The credentials or tests that dominate don’t win because of who takes them.
They win because of who accepts them.
The order matters.
Acceptance drives adoption, not the other way around.
Every market in credentials and assessments runs on this same asymmetry:
Consumers buy the credential or test,
but institutions decide which credentials or tests are worth buying.
In other words, these markets aren’t driven by consumer demand; they are controlled by gatekeepers. And that’s where most entrants lose the plot: they chase convenience features for users instead of legitimacy signals for institutions.
The core truth: In credential markets, legitimacy is the real currency. And legitimacy lives with those who hold the power to say “we accept this.”
Over the past two decades advising assessment providers, universities, and workforce bodies, I’ve seen this mistake repeat itself. Product teams jump straight to the user experience while the institutions they depend on are still debating policy, data standards, and fairness frameworks. The result is predictable: strong technology, weak adoption.

When Legitimacy Moved the Market: Two Acts
Act One: IELTS vs. TOEFL
For decades, TOEFL was the default assessment that every international applicant to the U.S. took, because every major U.S. university required it. It was the gold standard because it was the only standard.
Then IELTS broke the monopoly, by getting U.S. institutions to accept it. IELTS went directly to admissions offices. The pitch to institutions wasn’t about UX or design; it was about reliability, scoring validity, and comparability. The pitch to students wasn’t “this is easier” or “more convenient” it was “this is trusted by institutions.”

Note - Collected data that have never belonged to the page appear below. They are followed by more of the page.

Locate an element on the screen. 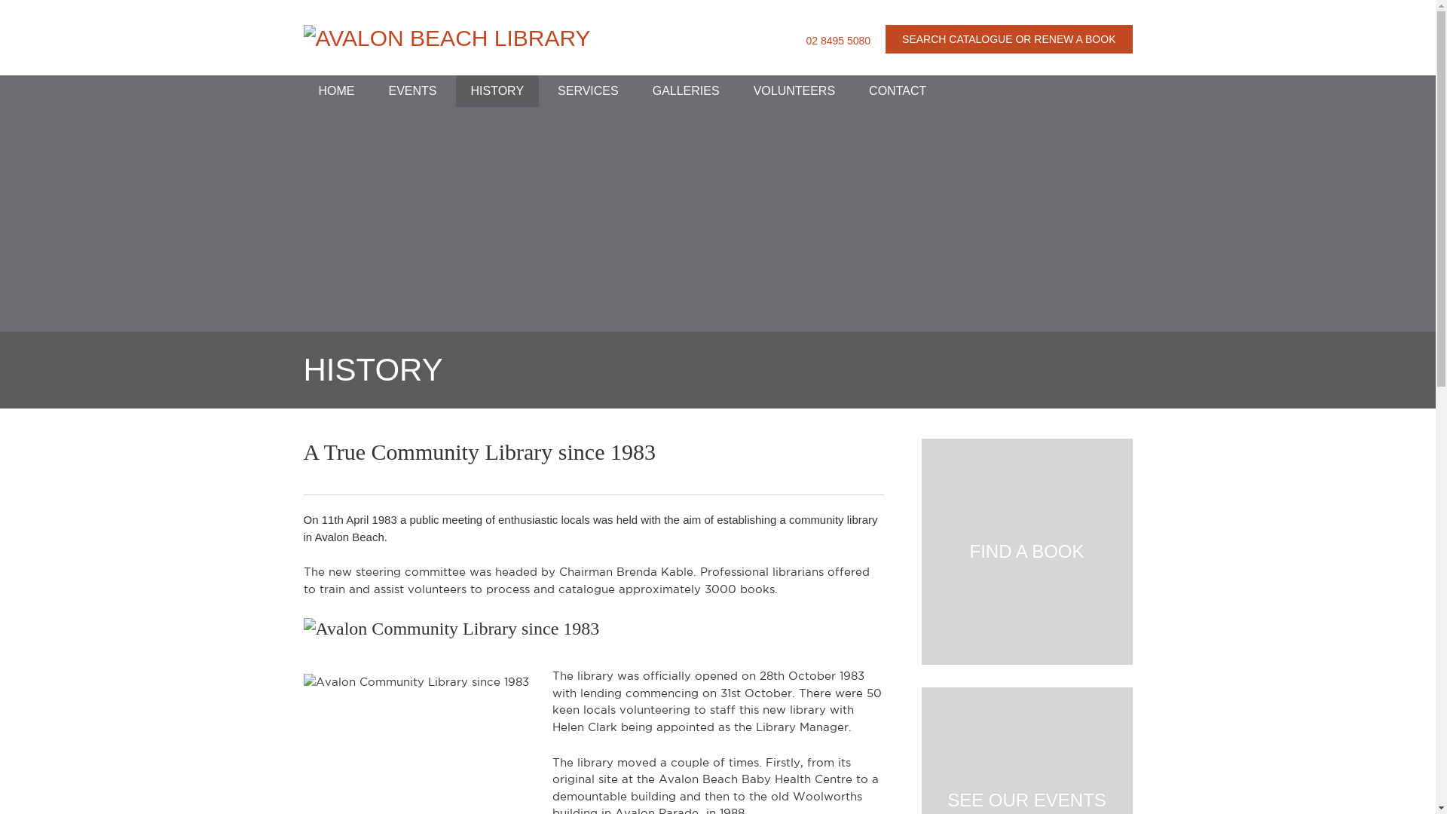 This screenshot has height=814, width=1447. SEARCH CATALOGUE OR RENEW A BOOK is located at coordinates (1008, 39).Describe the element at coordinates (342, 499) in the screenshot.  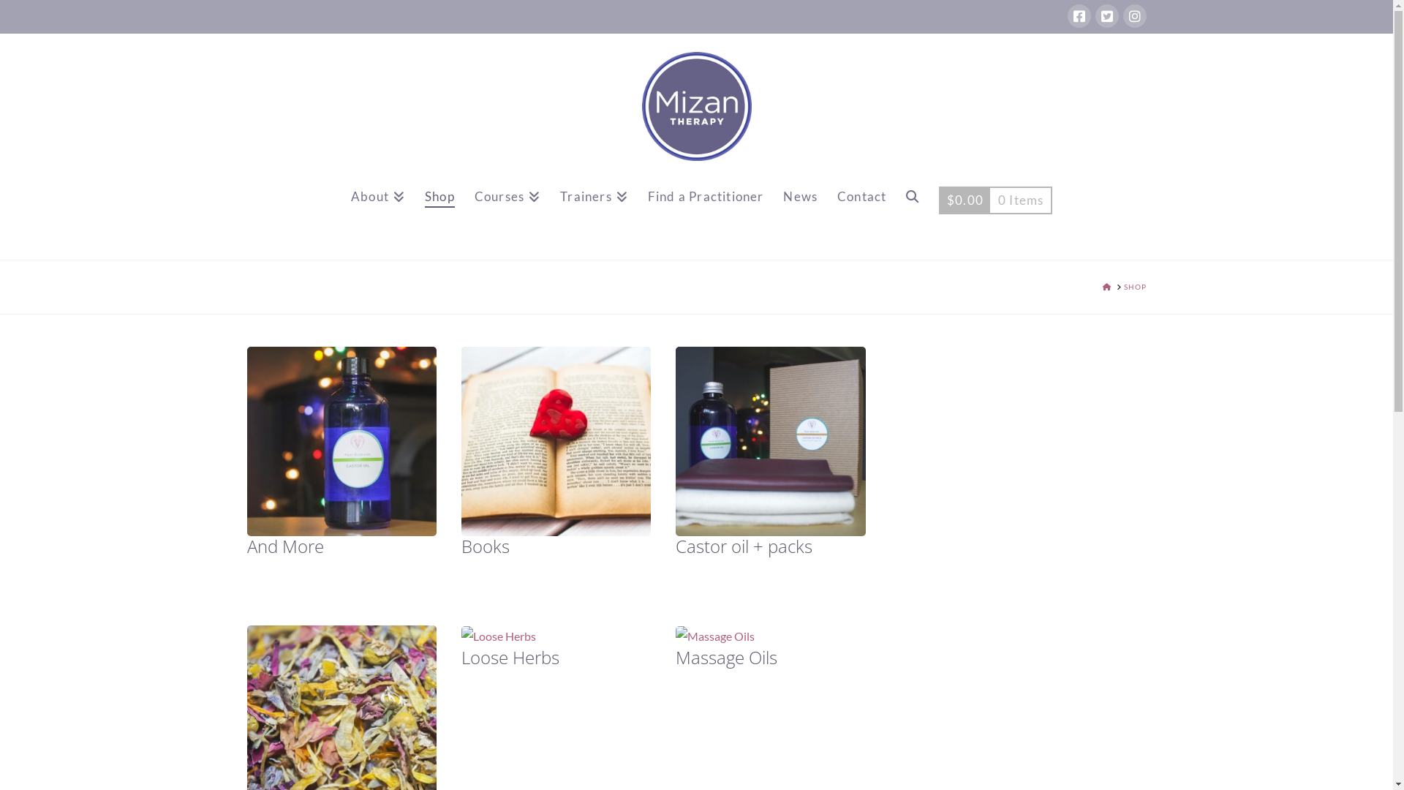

It started by understanding what admissions officers actually valued: predictable scoring, transparent data pipelines, and an assurance that the test wouldn’t expose them to fraud or fairness complaints. In institutional markets, the perceived risk of acceptance often outweighs the potential benefit of innovation. That’s the calculus many entrants overlook.
IELTS’s objective was to break TOEFL’s monopoly in the U.S. (IELTS was already the default assessment in the U.K. and Commonwealth countries). Once a few top schools announced they would accept it, everyone else followed. The signal was: if elite universities say IELTS is legitimate, other schools could safely follow suit.
By the time TOEFL executives noticed, the test-taker market had already moved. Widely accepted in the U.K. and now in the U.S. as well, IELTS rapidly gained market share amongst prospective students who wanted to keep their country of destination options open.
Act Two: Duolingo vs. TOEFL+IELTS
IELTS cracked TOEFL’s monopoly, and the Duolingo English Test (DET) blew the door off its hinges.
When it launched, DET looked like a toy: an app-based test from a language-learning company best known for its cartoon owl. Executives within IELTS and TOEFL dismissed it as unserious; unworthy of being a competitor. But Duolingo followed the same playbook IELTS had proven: start with institutional acceptance.